The Business Secretary, Vince Cable, will announce plans for a new graduate tax to replace tuition fees in a speech later today. In a bid to cut costs at universities, he will also suggest introducing two-year degrees in some courses and encouraging more students to live at home.
A graduate tax would mean students repaying the costs of their education through taxation once they begin working, with higher earners paying more. Speaking at London’s South Bank University, Cable will call for a “radical re-think” of how universities in England are funded and say the government wants to work with the sector “to turn the current funding crisis into an opportunity”.
Cable will say that the government should look at the “feasibility of changing the system of financing tuition so the repayment mechanism is tied to earnings – so that maybe lower earners pay not more – maybe less – and higher earners pay more”.
The University and College Union, which represents lecturers, warned the government that a graduate tax had to be more than just a “rebranding exercise”.
The UCU general secretary, Sally Hunt, said: “If the government thinks it can get the public to swallow higher fees as some sort of graduate tax it is living in a dream world. We need a proper debate on how to fund our universities, not an exercise in rebranding.
“We will judge the plans on what they actually do and whether or not students will be forced to pay more, not how the government markets them.”
But the shadow education secretary, Ed Balls, praised the coalition’s decision to support a graduate tax.
He said: “As the first Labour leadership candidate to call for a graduate tax, I’m pleased that Vince Cable has followed many of my fellow contenders in backing this idea. When I was a Treasury adviser I argued for a graduate tax, because it was a fairer system which meant no upfront costs and no assumed debt for students and their families. It means graduates pay a contribution to the cost of their university education, but only once they are in work and clearly based on their ability to pay.”
All of the Labour leadership candidates, with the exception of David Miliband, have come out in favour of a graduate tax.
In the past, the Liberal Democrats have campaigned for free university education and pledged to phase tuition fees out at the election. The coalition agreement allows them to abstain on votes on the issue.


Work instruction:
Write out the records once more, exactly, and keep any image out.

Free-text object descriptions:
++++++

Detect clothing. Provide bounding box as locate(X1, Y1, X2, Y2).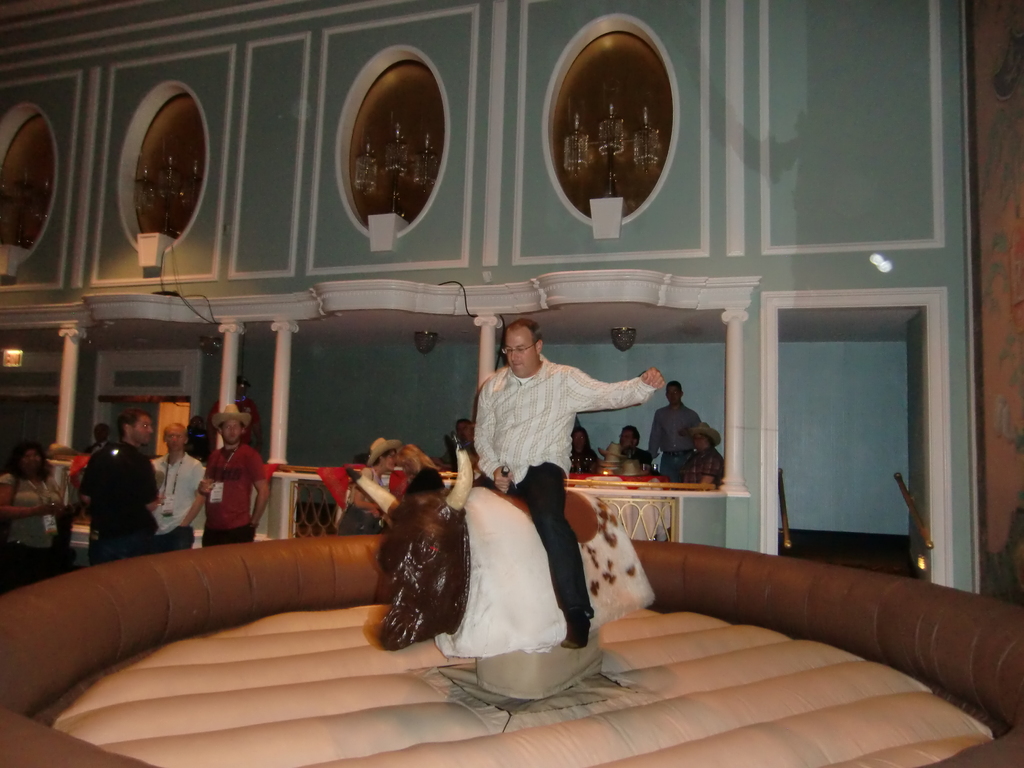
locate(449, 332, 634, 607).
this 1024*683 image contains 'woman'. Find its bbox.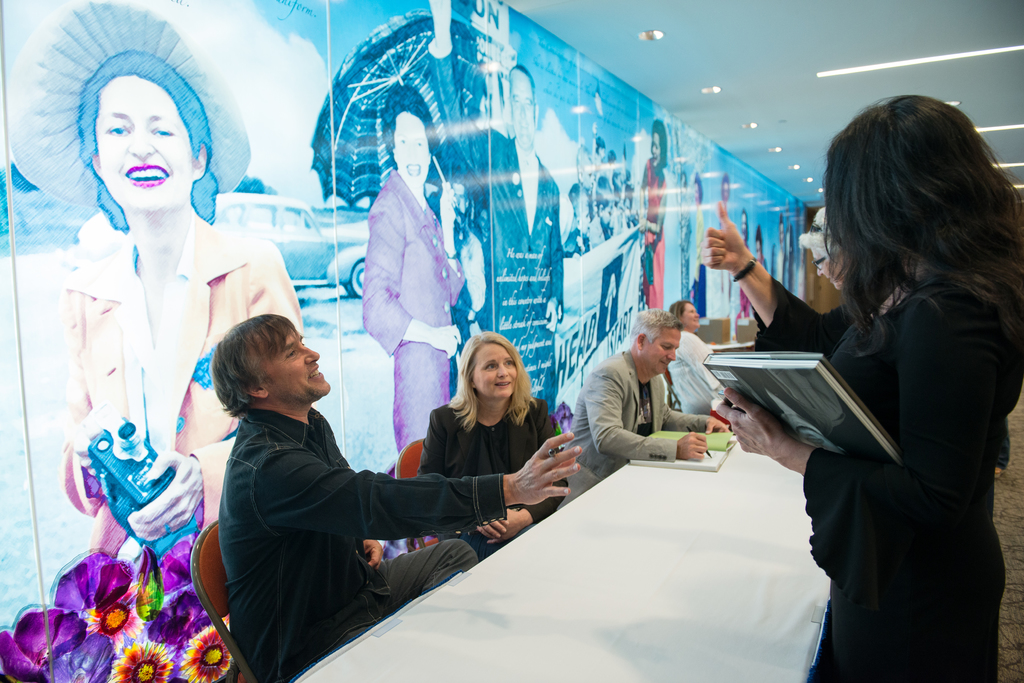
x1=56 y1=46 x2=304 y2=567.
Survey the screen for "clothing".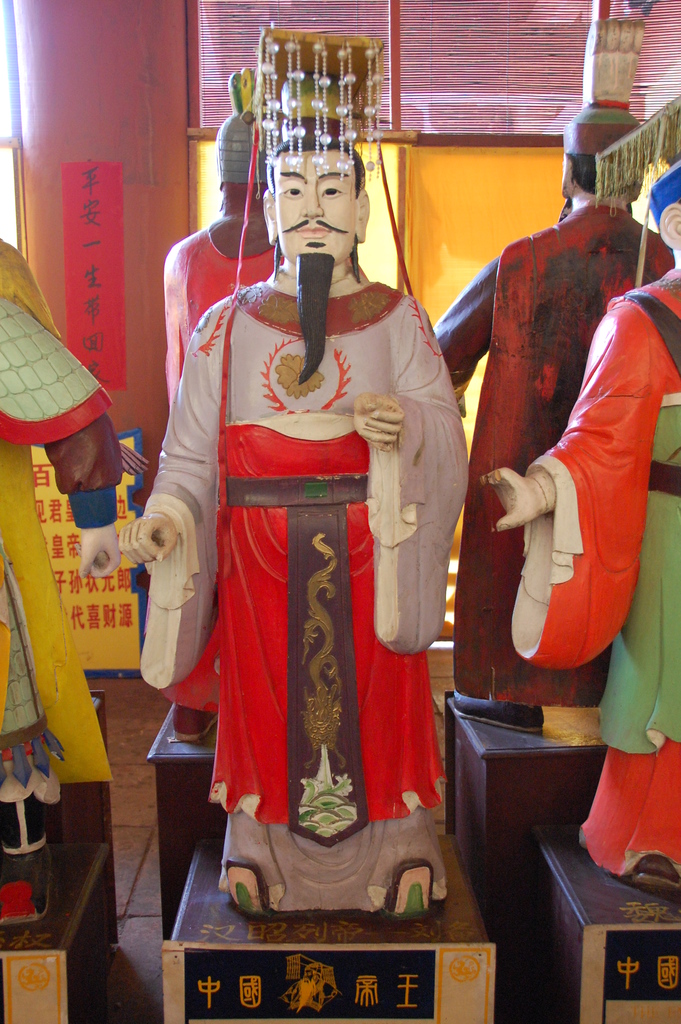
Survey found: (x1=157, y1=211, x2=288, y2=406).
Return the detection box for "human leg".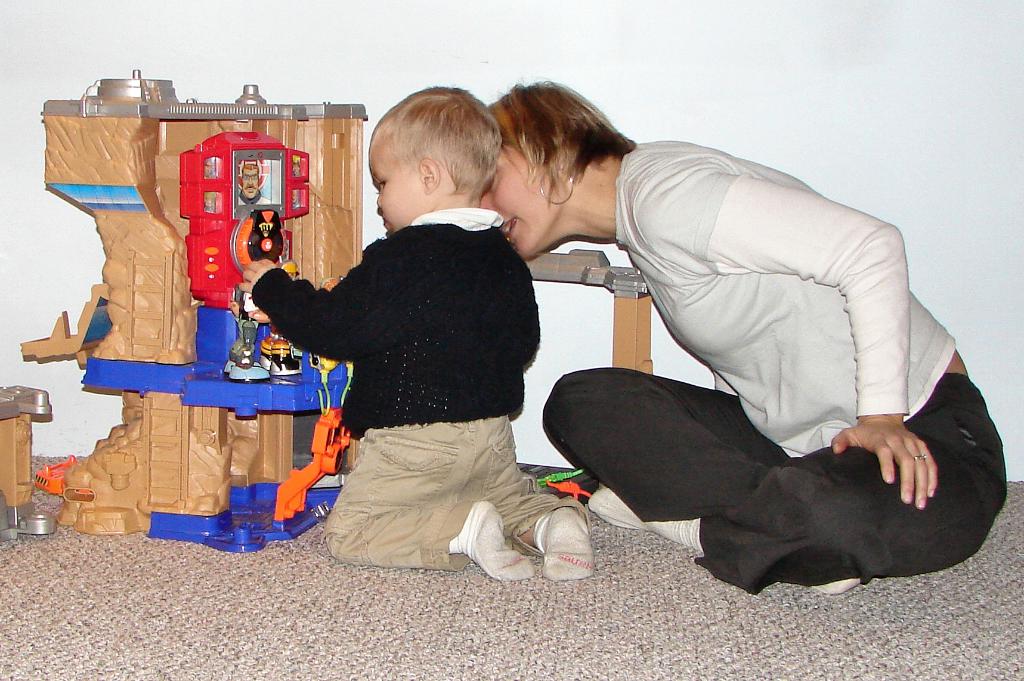
<box>320,392,534,584</box>.
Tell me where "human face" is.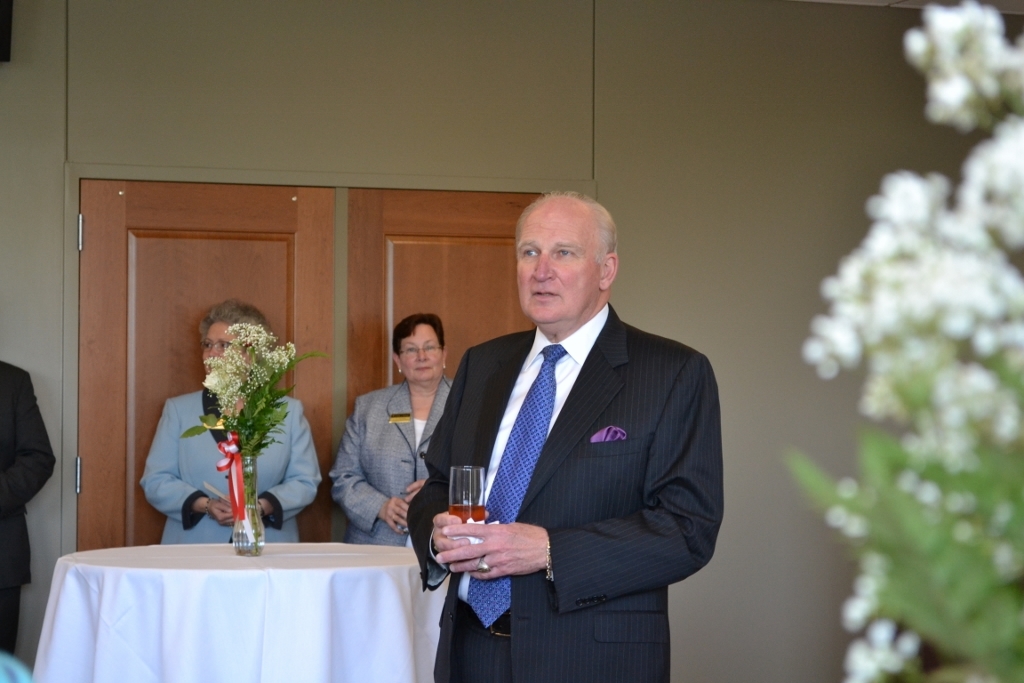
"human face" is at 520,217,598,324.
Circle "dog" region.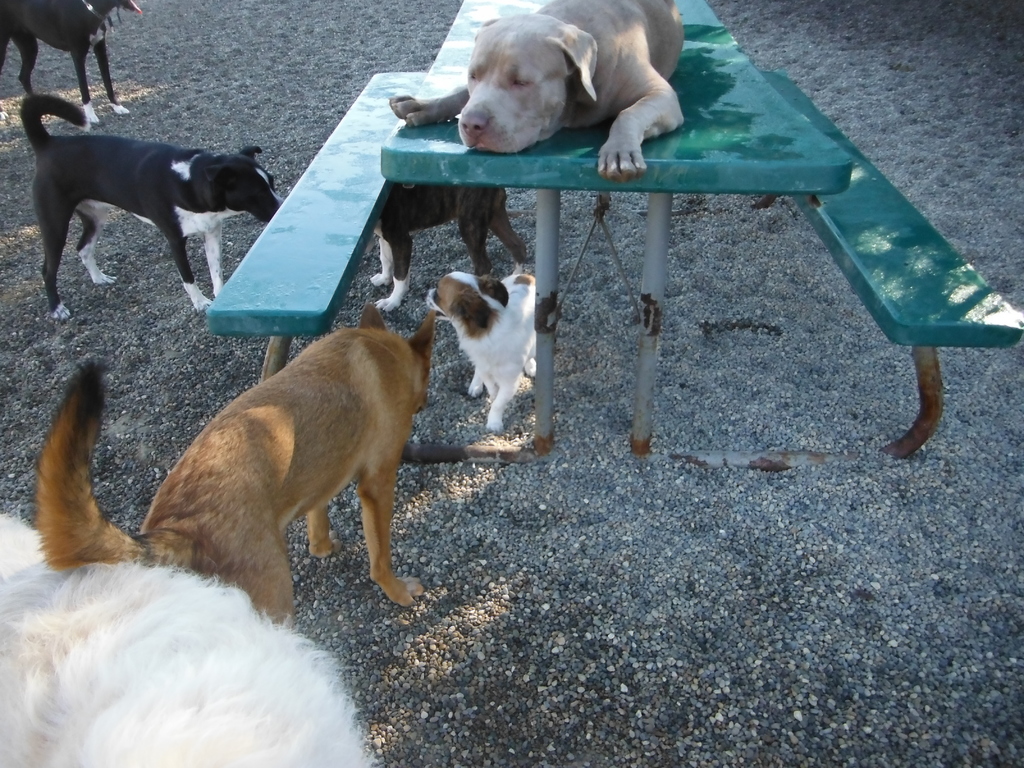
Region: 388 0 685 187.
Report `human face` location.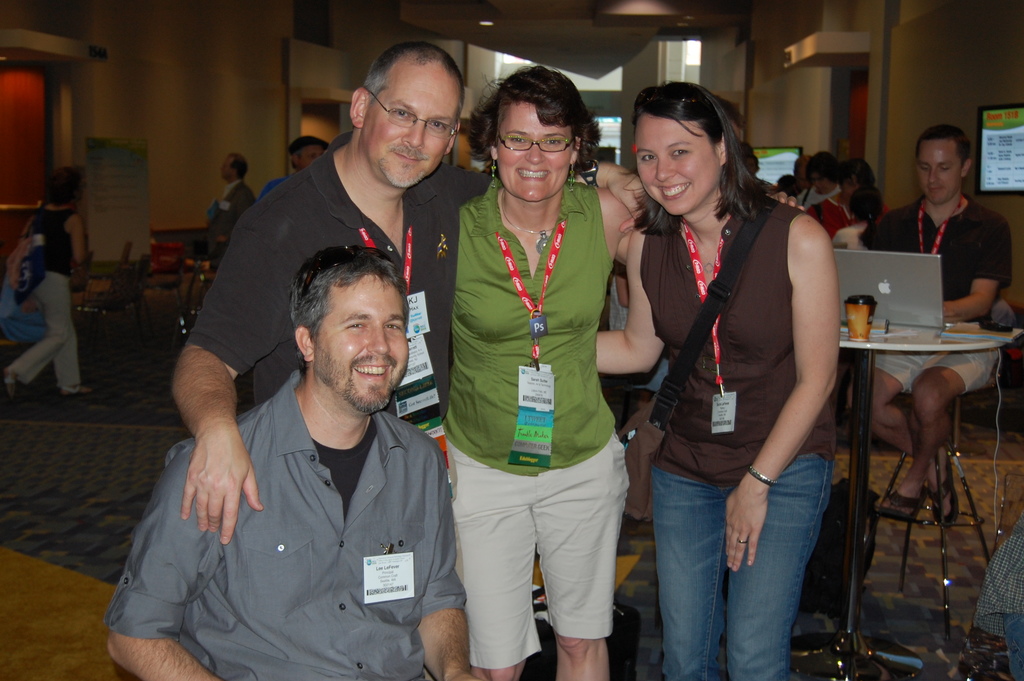
Report: BBox(314, 272, 409, 413).
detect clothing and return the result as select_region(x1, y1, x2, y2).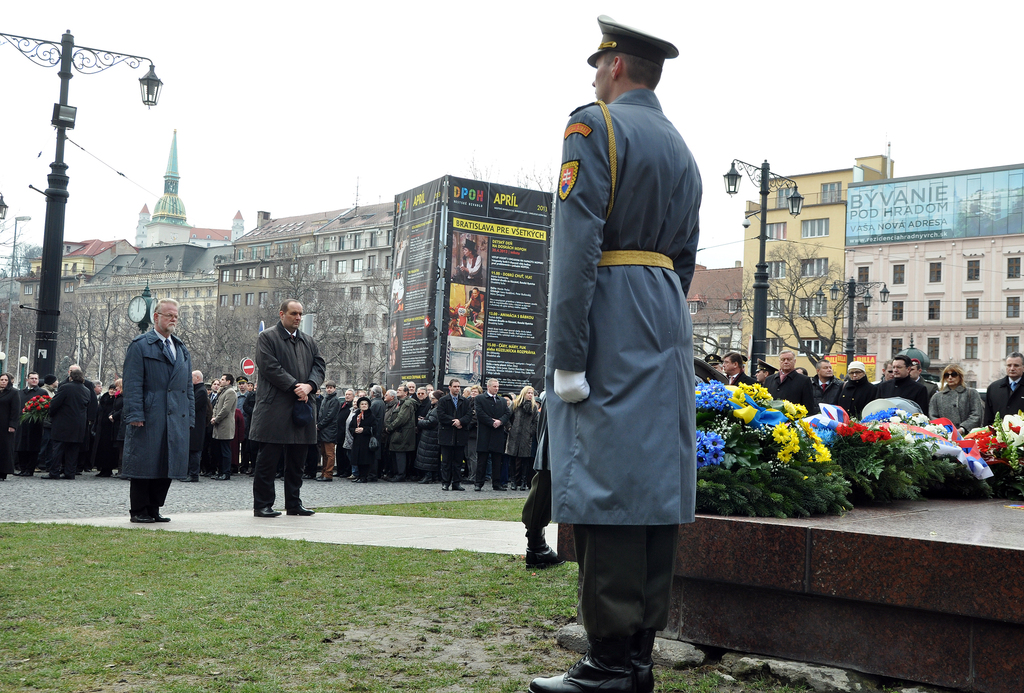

++++++

Result for this task:
Detect clothing. Provide bounding box as locate(X1, Y1, X2, Y2).
locate(449, 332, 634, 607).
this 1024*683 image contains 'woman'. Find its bbox.
x1=56 y1=46 x2=304 y2=567.
Survey the screen for "clothing".
Survey found: (x1=157, y1=211, x2=288, y2=406).
Return the detection box for "human leg".
<box>320,392,534,584</box>.
Tell me where "human face" is.
"human face" is at 520,217,598,324.
Circle "dog" region.
Region: 388 0 685 187.
Report `human face` location.
Report: BBox(314, 272, 409, 413).
detect clothing and return the result as select_region(x1, y1, x2, y2).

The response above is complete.